In all his internationals, he was in the losing side on no more than 15 occasions. He scored 20 tries in internationals, at the time also a Welsh record, although later equalled by Gerald Davies and later still passed by Ieuan Evans and Gareth Thomas. Edwards’ total of 63 internationals was also, in its time of few tests in any year, the world’s highest for a scrumhalf. He was Wales’s youngest ever international captain (20 years, seven months in the match against Scotland in February 1968).
At the time of his debut for Wales, in the Five Nations match v France in 1967, Edwards was a physical education student at Cardiff Training College. Later, he switched clubs to Cardiff and became a successful businessman. Later still, at the end of his playing days, he was a media commentator and reporter on the game.
A master of the spin-pass, Edwards had all the other attributes of the complete scrumhalf. His kicking was skilful, his running devastating to any of the opposition that could stay near his electric bursts, and his competitiveness was relentless. He dominated many matches simply because of his presence on the field.

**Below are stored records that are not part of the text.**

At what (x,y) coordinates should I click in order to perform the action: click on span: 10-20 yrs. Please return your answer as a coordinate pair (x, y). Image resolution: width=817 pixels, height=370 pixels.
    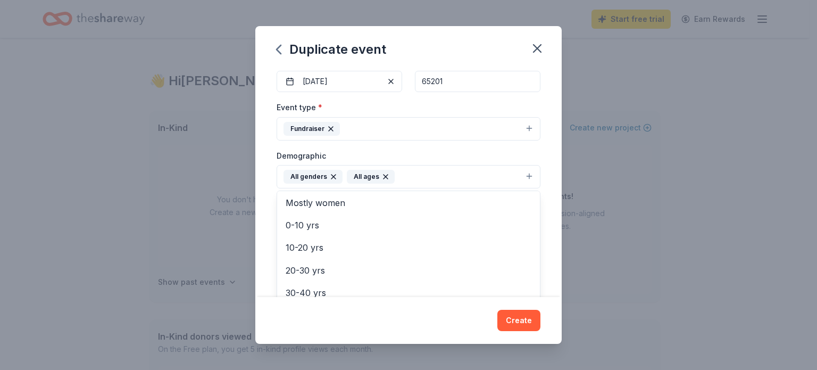
    Looking at the image, I should click on (409, 247).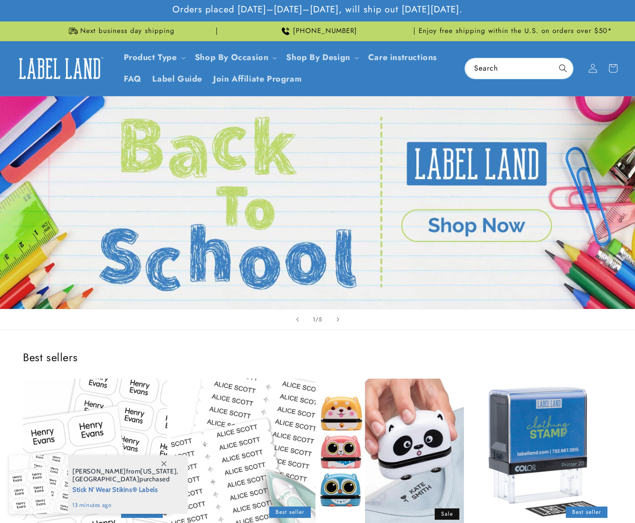 This screenshot has height=523, width=635. What do you see at coordinates (314, 320) in the screenshot?
I see `span: 1` at bounding box center [314, 320]. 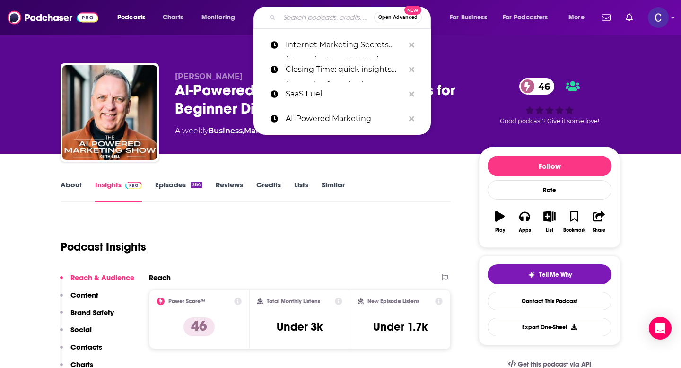 I want to click on a: Business, so click(x=225, y=130).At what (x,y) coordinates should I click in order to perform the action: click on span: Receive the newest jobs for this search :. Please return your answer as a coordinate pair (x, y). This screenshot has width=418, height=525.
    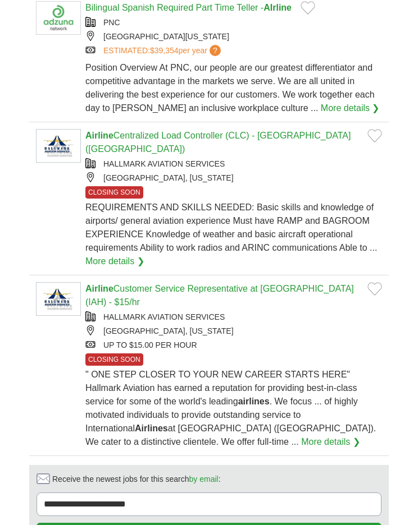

He was a brilliant opportunist and scorer of tries.
Perhaps the only aspect of his game that did not reach the highest level was as a captain. Many people felt he was inhibited slightly as a leader, with the result that other Welshmen came past him to lead the national XV. He did not resent this, rather it allowed him to return his full concentration to the scrumhalf role. In all, he was captain of his country in 13 tests.
Edwards played superbly in partnership with that other great Welsh personality, Barry John. The two were together as a scrum-outside half combination on 23 occasions, then the world record. Edwards was part of the great era in Welsh rugby that followed almost exactly the dates of his career. He also played superbly for the British Isles in New Zealand in 1971 and in South Africa in 1974. Both those series were won during what were some of British rugby’s greatest days.
He took part in and, indeed, scored the try that is often hailed as one of the greatest ever seen in the game. It was for the Barbarians club against the All Blacks of 1972–73 at Cardiff. The capacity home crowd of 60,000 roared so loudly they distorted forever the television recordings of Edwards diving in at the end of a 90-metre movement.
Edwards possessed a most charming and modest personality, and became in his time one of the most revered characters in Wales – and the rest of the rugby world.
In 1997 he was one of the first players inaugurated into the International Rugby Hall of Fame.
Stories abound about Gareth Edwards’ prowess at the game. One story has it that on the day of an England-Wales game at Twickenham, one Welsh supporter could not get a ticket so he waited forlornly outside the ground hoping at least to soak up some of the atmosphere and to hear the result. Eventually he became frustrated at not knowing what was happening in the game, so he called up to some people who were in the ground and asked them what was happening. They happened to be English, so they called back ungraciously that all the Welsh team except Gareth Edwards had been carried off injured. This disturbed the already sad Welsh supporter, but he remained typically optimistic. When a huge roar erupted from the ground a few minutes later, he again called up to the crowd. ‘What’s happened, what’s happened?' he said, 'Gareth scored, has he?’
Such a story is typical of the admiration and affection that existed for one of the greatest of rugby men.
What did the famous Welsh and British Lions hooker Bobby Windsor achieve on his 42nd birthday?